Getting Started
Weavz is an integration infrastructure platform (embedded iPaaS) that provides connection management, MCP servers, triggers, and action execution for third-party services. It is designed to let you ship integrations in minutes rather than weeks, whether you are building an AI agent, a SaaS product, or an internal tool.
Why Weavz
Modern applications need to talk to dozens of external services. Managing OAuth flows, storing credentials securely, normalizing API schemas, handling webhooks, and keeping everything running across different runtimes is tedious and error-prone. Weavz handles all of that behind a single REST API and an MCP-compatible protocol layer.
- 31 integrations out of the box, including Slack, GitHub, Google Sheets, Notion, Airtable, HubSpot, Stripe, Discord, Linear, Jira, and more.
- Global edge delivery on Cloudflare Workers with auto-scaling and zero cold starts.
- MCP-first approach: every integration is exposed as an MCP tool, making it trivial to connect AI agents to real-world services.
- Private cloud deployments available for enterprise customers. Contact sales for details.
Key Concepts
Before diving in, it helps to understand the five building blocks that make up the Weavz platform.
Pieces
A piece is a packaged integration for a specific service (e.g. slack, github, google-sheets). Each piece declares its authentication requirements, available actions, and available triggers. Weavz ships with 31 pieces and the list grows with every release.
Connections
A connection stores the encrypted credentials needed to call a third-party API. Weavz supports OAuth2 (with PKCE), API keys, and custom auth schemes. Connections are scoped to an organization and optionally to a project, and they use AES-256 encryption at rest.
MCP Servers
An MCP server exposes a set of pieces as tools via the Model Context Protocol. You create a server, select which pieces it should offer, and Weavz generates a bearer token and an SSE endpoint that any MCP-compatible client (Claude, Cursor, custom agents) can connect to.
Servers operate in one of two modes: TOOLS mode (one tool per action, full JSON Schema for each) or CODE mode (three meta-tools that reduce context usage by 80–98%).
Triggers
A trigger listens for events in a third-party service and delivers them to your application. Weavz supports both webhook-based triggers (real-time) and polling-based triggers (interval-based). Triggers include built-in deduplication so your handlers only see each event once.
Actions
An action is a single operation you can execute against a third-party service, such as “send a Slack message”, “create a GitHub issue”, or “add a row to Google Sheets”. Actions are defined by pieces and invoked through the REST API, MCP tools, or the dashboard Playground.
Architecture at a Glance
Weavz is structured as a monorepo with two main packages:
- api/ — The backend, built with Hono. Runs on both Cloudflare Workers and Node.js. Handles authentication, connection management, piece loading, action execution, trigger processing, and MCP protocol.
- dashboard/ — The web UI, built with React 19, Vite, TanStack Router, and shadcn/ui. Provides a complete management interface for all platform resources.
The API uses a provider abstraction layer so that all business logic is runtime-agnostic. Database operations go through Drizzle ORM with PostgreSQL. Caching uses Redis (Node.js) or KV (Workers). Object storage uses S3/MinIO (Node.js) or R2 (Workers).
Authentication
Weavz supports four authentication paths:
- API key — For SaaS customers. Pass
Authorization: Bearer wvz_.... - Session cookie — For dashboard users via BetterAuth.
- MCP bearer token — For MCP clients. Pass
Authorization: Bearer mcp_....
Next Steps
Ready to get started? Here is the recommended path:
- Installation — Set up Weavz locally or sign up for the managed platform.
- Quick Start — Create your first connection and execute an action in under five minutes.
- MCP Servers — Connect an AI agent to your integrations.
- Code Mode — Learn how CODE mode reduces context usage for AI agents.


Omit the pictures and output every entry below exactly as written.

▶ [INFORMATION GIVEN]:
•••••

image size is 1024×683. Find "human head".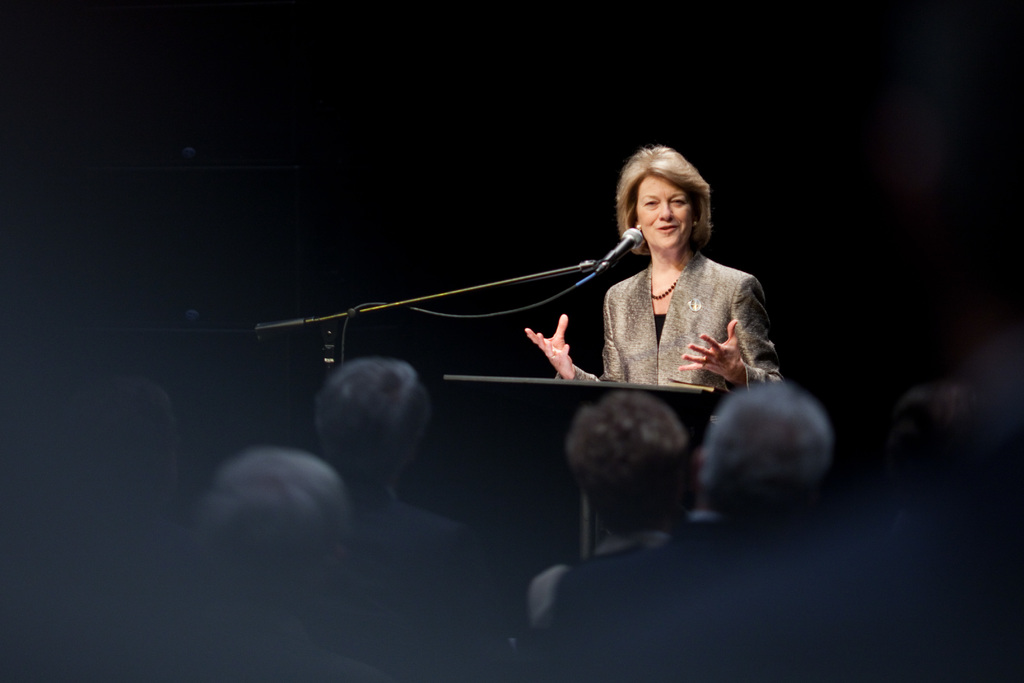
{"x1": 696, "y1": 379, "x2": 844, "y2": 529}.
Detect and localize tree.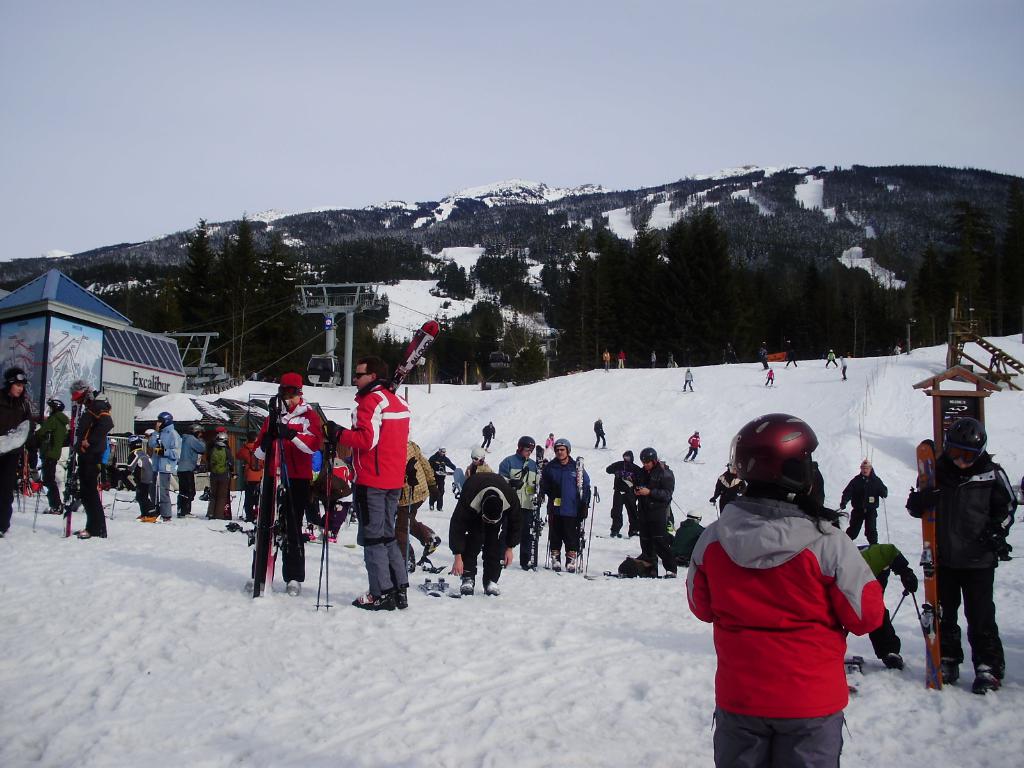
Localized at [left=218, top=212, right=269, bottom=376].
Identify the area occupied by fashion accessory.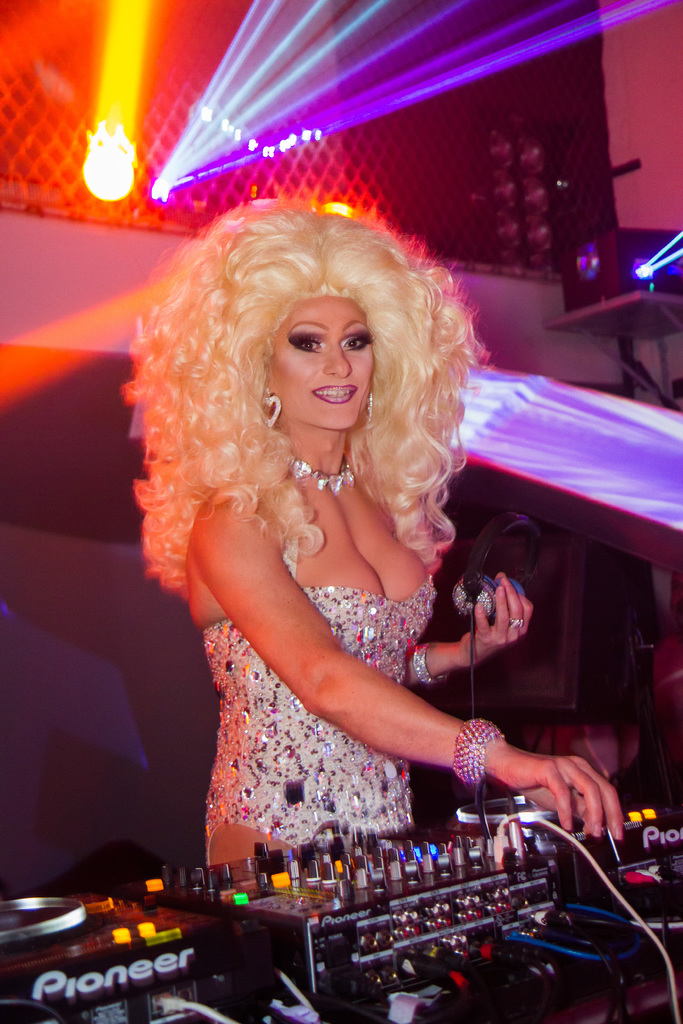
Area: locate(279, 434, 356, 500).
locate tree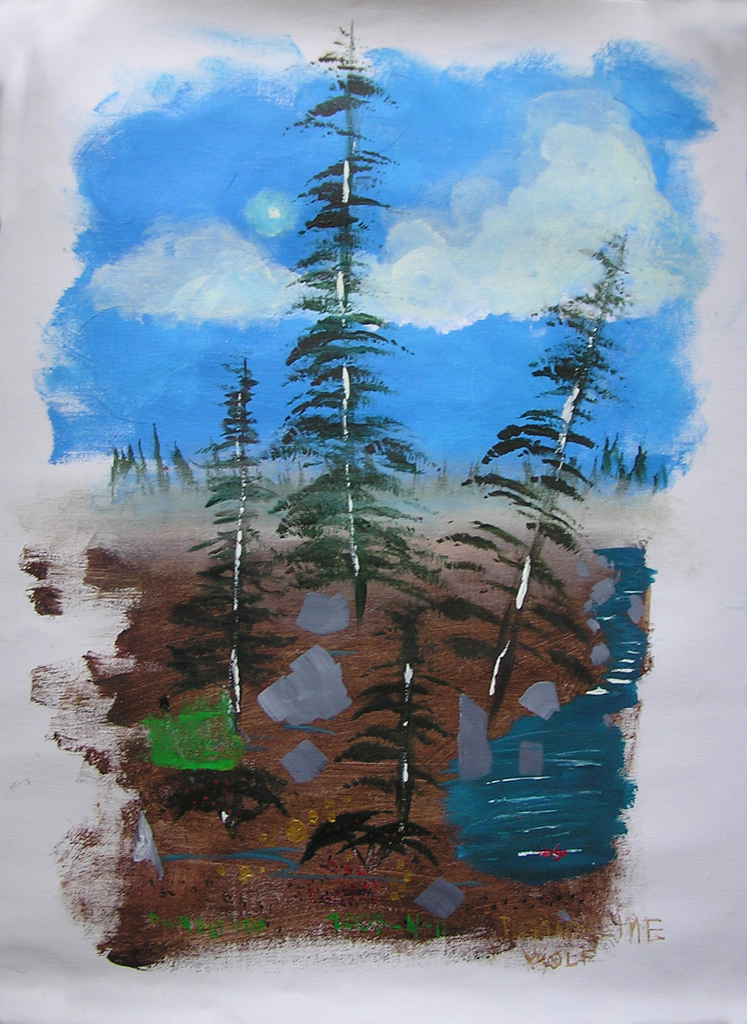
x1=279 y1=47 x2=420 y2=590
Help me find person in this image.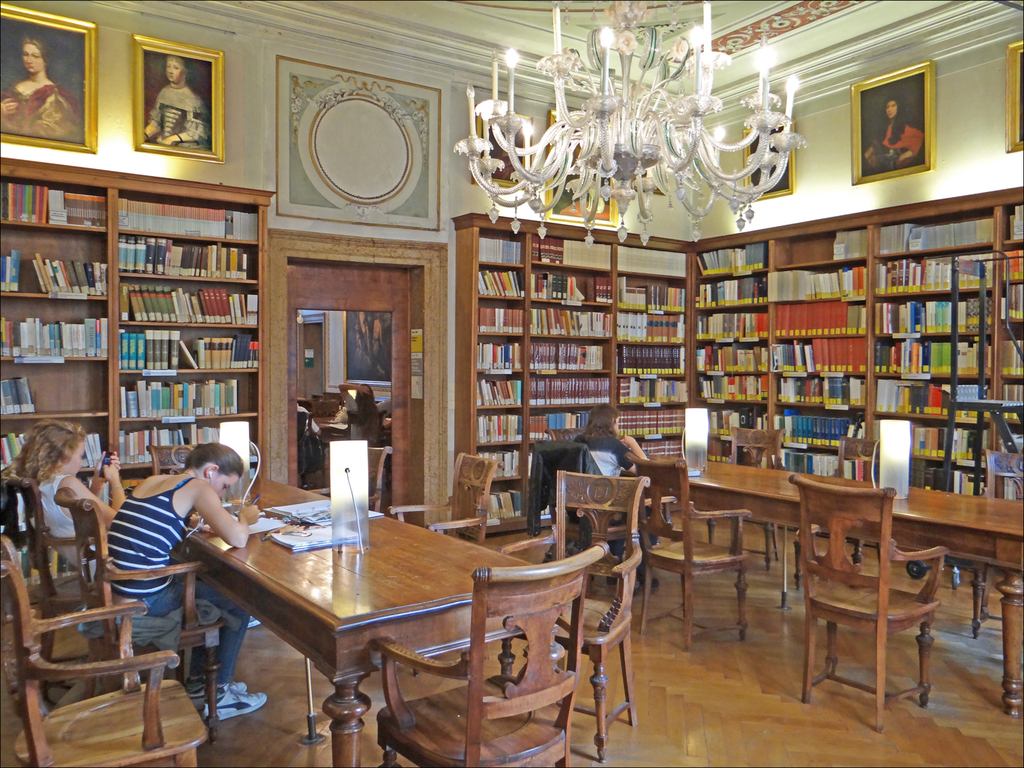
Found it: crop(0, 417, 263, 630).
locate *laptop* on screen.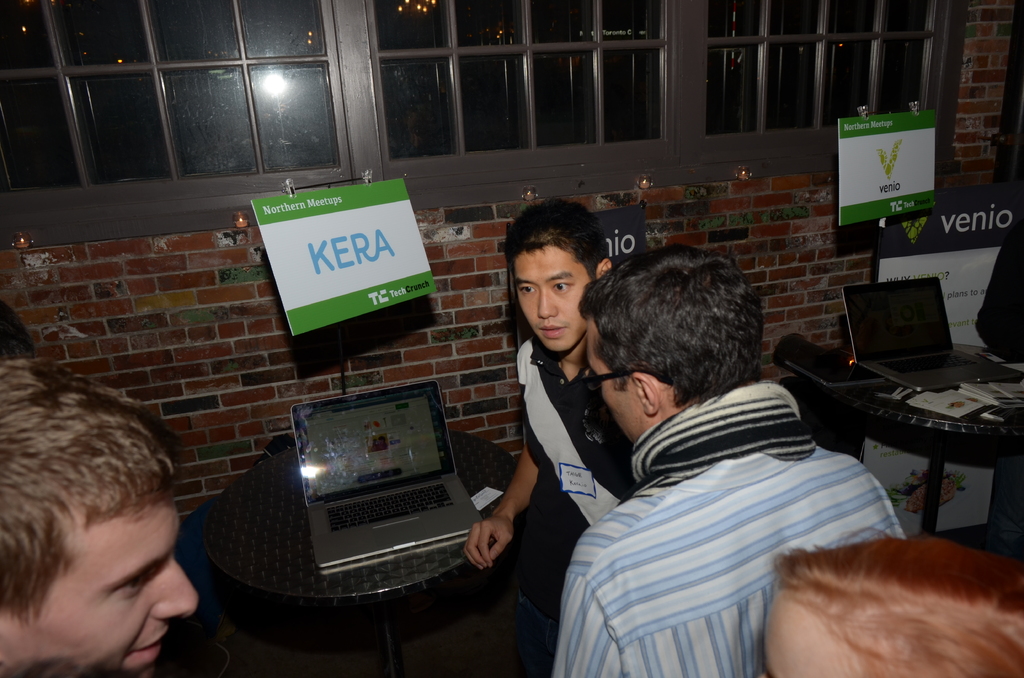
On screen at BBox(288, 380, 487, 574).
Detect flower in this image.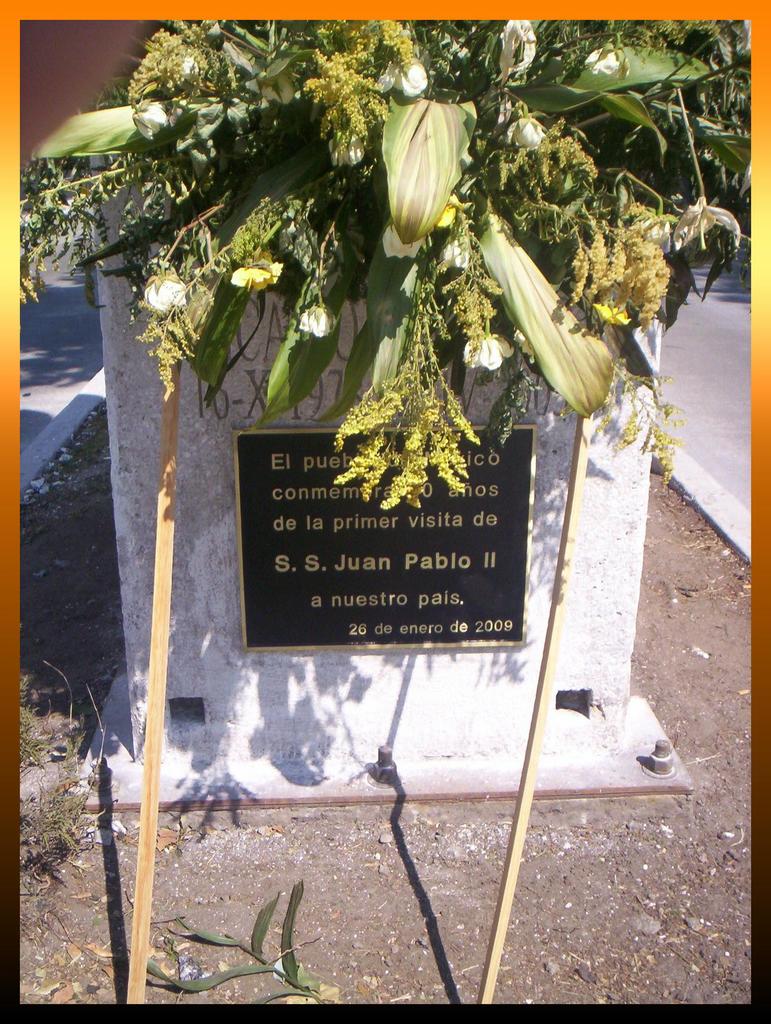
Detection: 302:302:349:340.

•••••

▶ [ANSWER SPACE]:
image size is 1024×683. Find "human head".
{"x1": 696, "y1": 379, "x2": 844, "y2": 529}.
Detect and localize tree.
Localized at [left=218, top=212, right=269, bottom=376].
Identify the area occupied by fashion accessory.
Area: locate(279, 434, 356, 500).
locate tree
x1=279 y1=47 x2=420 y2=590
Help me find person in this image.
Found it: crop(0, 417, 263, 630).
locate *laptop* on screen.
On screen at BBox(288, 380, 487, 574).
Detect flower in this image.
Detection: 302:302:349:340.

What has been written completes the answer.